───── RECORDS PROVIDED

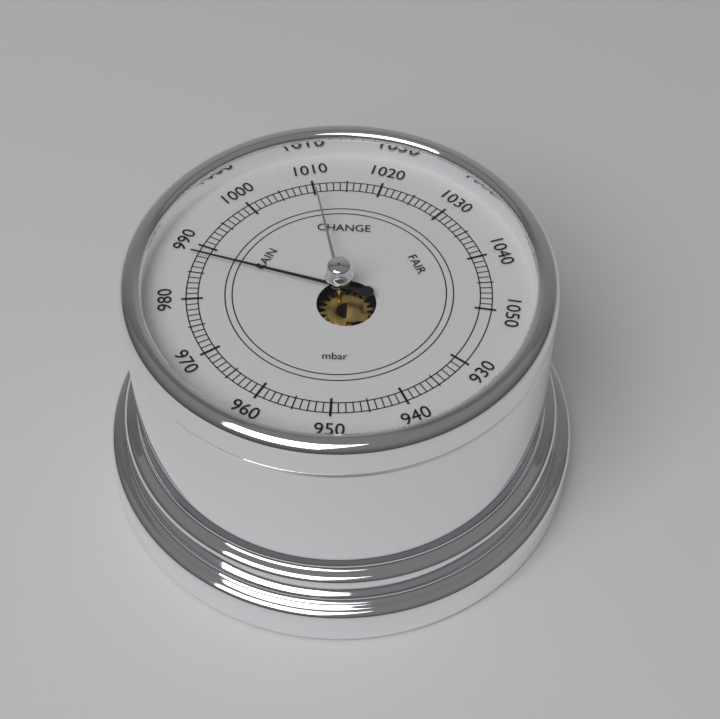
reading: 988 mbar
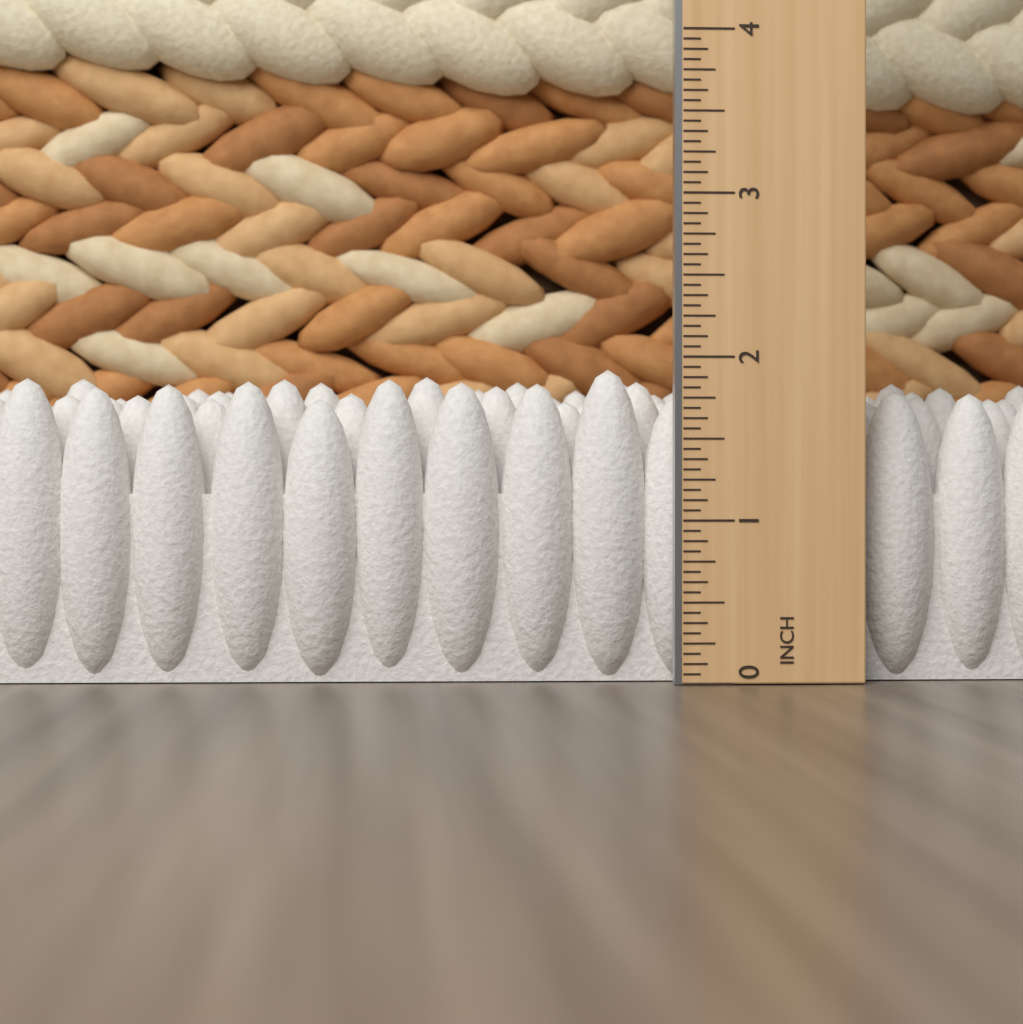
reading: 1.9375 in
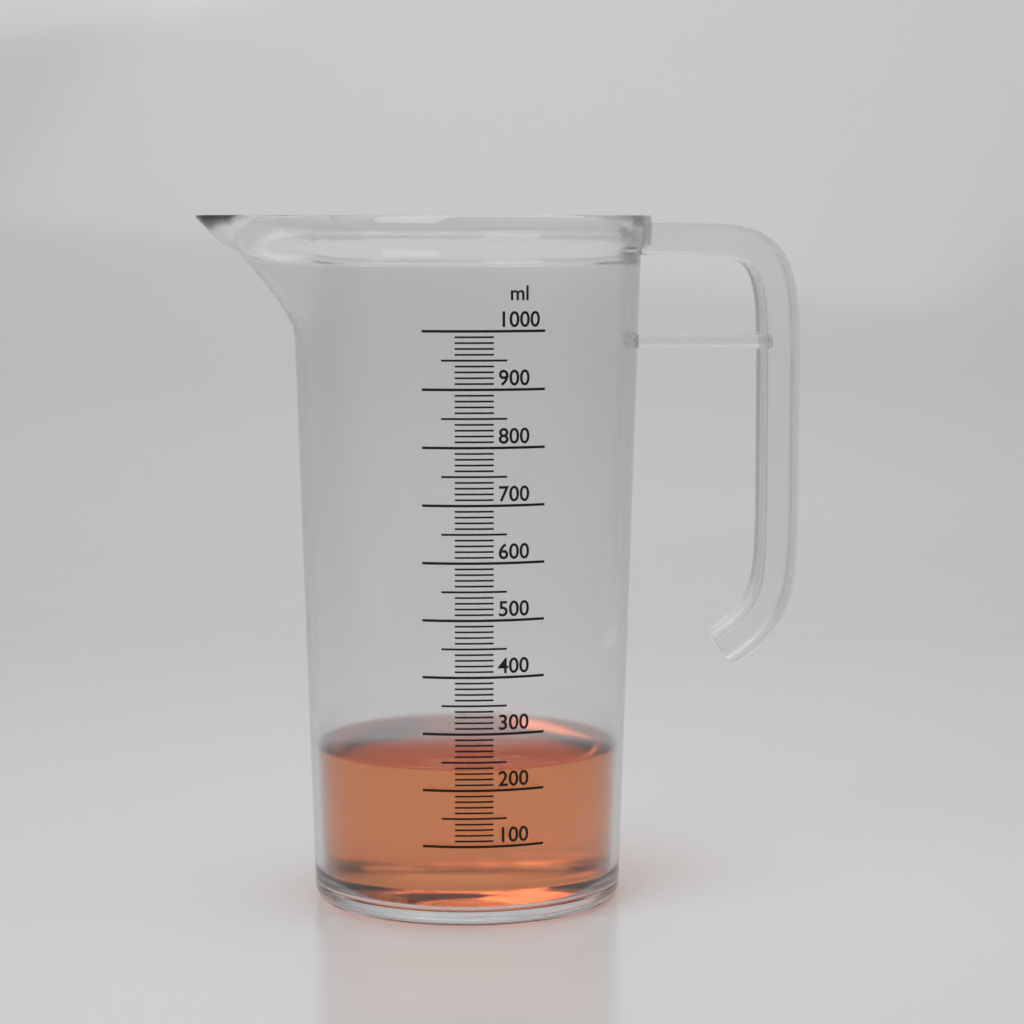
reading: 240 ml
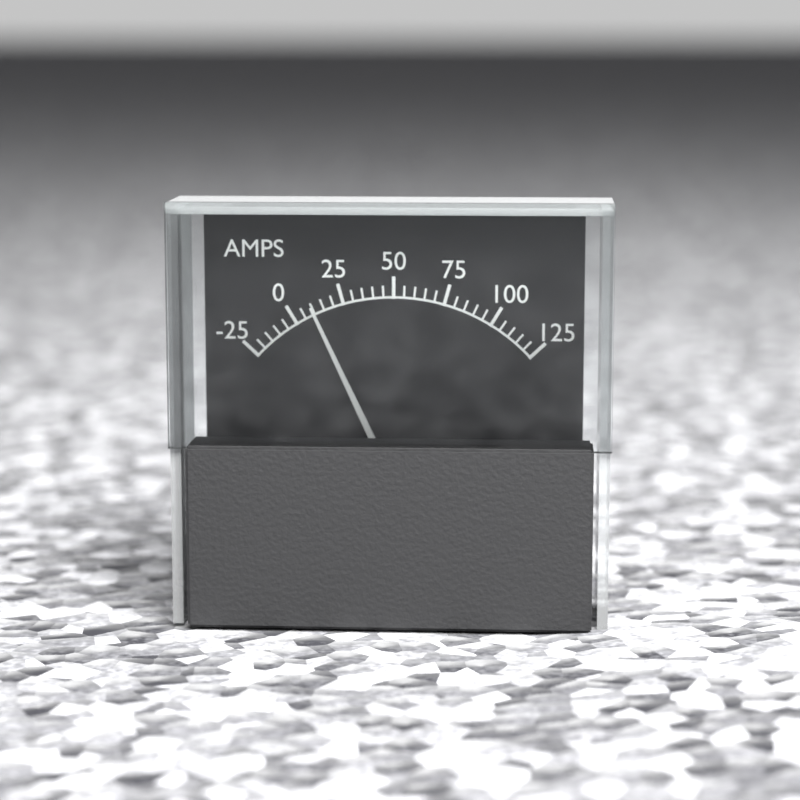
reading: 10 A
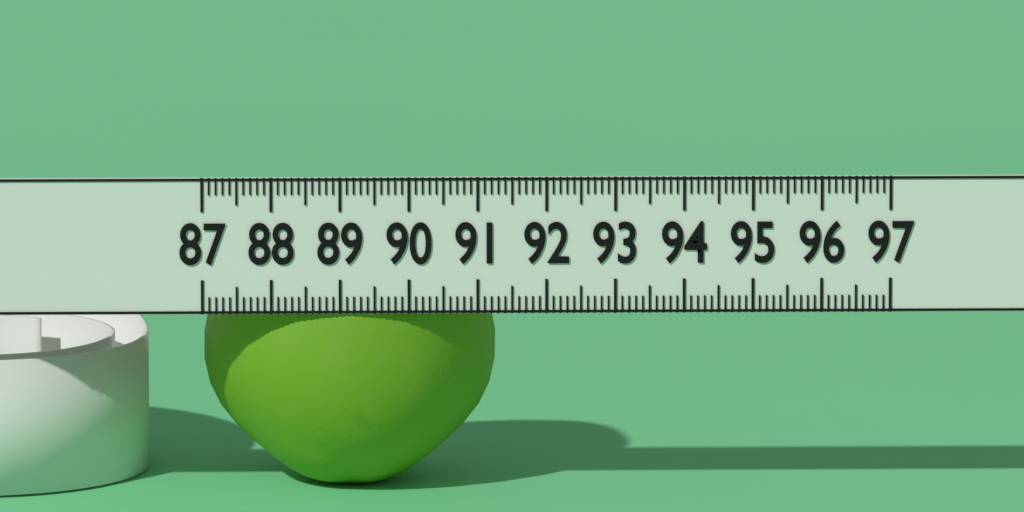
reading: 91.3 (no unit)
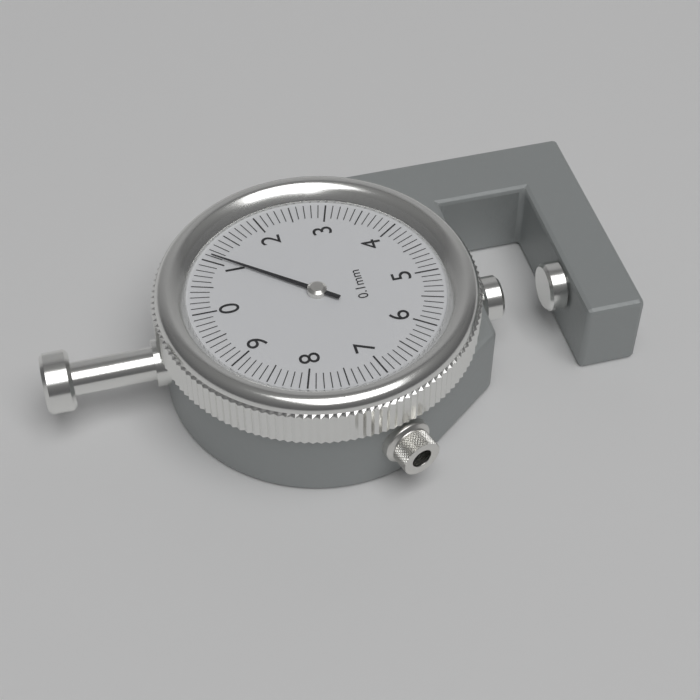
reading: 1.1 mm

──────────

Would you please output the listing above exactly, leaving out the pictures?

* [SOLUTION FOR THIS EXERCISE]
reading: 988 mbar
reading: 1.9375 in
reading: 240 ml
reading: 10 A
reading: 91.3 (no unit)
reading: 1.1 mm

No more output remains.